On Limitations

As we go through the season of Lent, participating in various spiritual practices to challenge our faith, we come to realize our limits. There is a good chance that by the third week of Lent, our original plans for this season of repentance and discipline have been altered, or even abandoned altogether.

The Church Calendar anticipates our need for grace, with the time period for Lent actually being more than 40 days, giving us one day a week as a “cheat day” if you will. Sundays are not intended to be days of fasting and abstinence since every Sunday sabbath is a mini-Easter morning. Even during this season of introspection and repentance, we must take time to recall how the gospel story ends, and to celebrate the hope and grace that we have in Jesus Christ’s great victory over sin and death.

This weekly reprieve also reminds us that we can have some grace with ourselves. We can be righteously disappointed that we have backslid in our Lenten intentions, and simultaneously keep moving forward in our faith.

When we stop and think about it, hitting our limits is actually a marvelous way to get closer to God. When we reach a state of failure we realize all the more our need for a supremely loving God and for an abundantly hopeful Savior. At our end points of embarrassment, when our best efforts fall apart with surprising ease, we realize that we are fallible and fickle. We are human.

The good news is that God loves humans. Lent reminds us of our humanity perhaps more than any other season of the Church Calendar. As we dive deeply into story of Jesus passion we also discover Jesus’ boundless love for humanity. It is not for Jesus’ self-glorification that he willingly pursued his own demise at the hands of humanity. It was for the redemption of wayward humanity, for our ultimate reconciliation with God and with one another.

Even when we are at our worst, Jesus sees us at our best. There is a love Jesus has for you, for me, and for the whole world that sees limitless potential and possibilities within us, no matter what.

As we go further into the Lenten wilderness, where we may lose our way again and again, we need not fear that we are far from Jesus. The presence of Christ, through the power of the Holy Spirit, is a companion we can always rely on to love us and see the best within us. May we find hope, comfort, and encouragement in the amazing love of Jesus all year long.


#### [Work to complete]
Would you count the lines in the entries below that contain "negative"? Reply with the number only.

**** Task inputs

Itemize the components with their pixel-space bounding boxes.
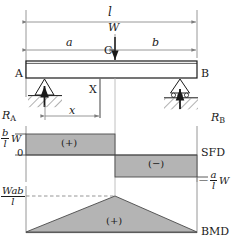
label-section-x: X [89,84,97,95]
label-node-b: B [201,68,209,79]
label-segment-b: b [152,37,159,48]
label-span-l: l [108,6,112,18]
label-segment-a: a [66,37,73,48]
label-sfd-negative-marker: (−) [148,159,164,169]
label-bmd-caption: BMD [201,226,229,237]
label-sfd-negative-value: — a l W [199,170,229,191]
bmd-triangle [26,196,197,232]
sfd-neg-sign: — [199,176,208,185]
label-load-w: W [108,22,119,33]
reaction-rb-subscript: B [219,116,225,125]
figure-canvas: l W a b C A B X x RA RB b l W 0 (+) (−) … [0,0,238,240]
bmd-peak-denominator: l [1,196,25,207]
sfd-neg-numerator: a [210,170,218,180]
label-reaction-ra: RA [2,110,16,123]
reaction-ra-subscript: A [10,114,16,123]
label-load-point-c: C [104,45,112,56]
sfd-pos-factor: W [11,134,21,144]
bmd-peak-numerator: Wab [1,186,25,196]
beam-diagram-svg [0,0,238,240]
sfd-neg-factor: W [219,176,229,186]
label-sfd-caption: SFD [201,147,225,158]
label-reaction-rb: RB [211,112,225,125]
sfd-pos-numerator: b [1,128,9,138]
sfd-neg-denominator: l [210,180,218,191]
label-node-a: A [15,68,23,79]
label-bmd-positive-marker: (+) [106,216,122,226]
label-sfd-zero: 0 [17,148,23,158]
beam-body [26,61,197,78]
support-pin-left [28,79,62,107]
label-distance-x: x [69,105,75,116]
label-bmd-peak-value: Wab l [1,186,25,207]
sfd-plot [15,126,208,182]
label-sfd-positive-marker: (+) [61,138,77,148]
sfd-pos-denominator: l [1,138,9,149]
support-roller-right [164,79,198,109]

********

#### [Solution for this task]
2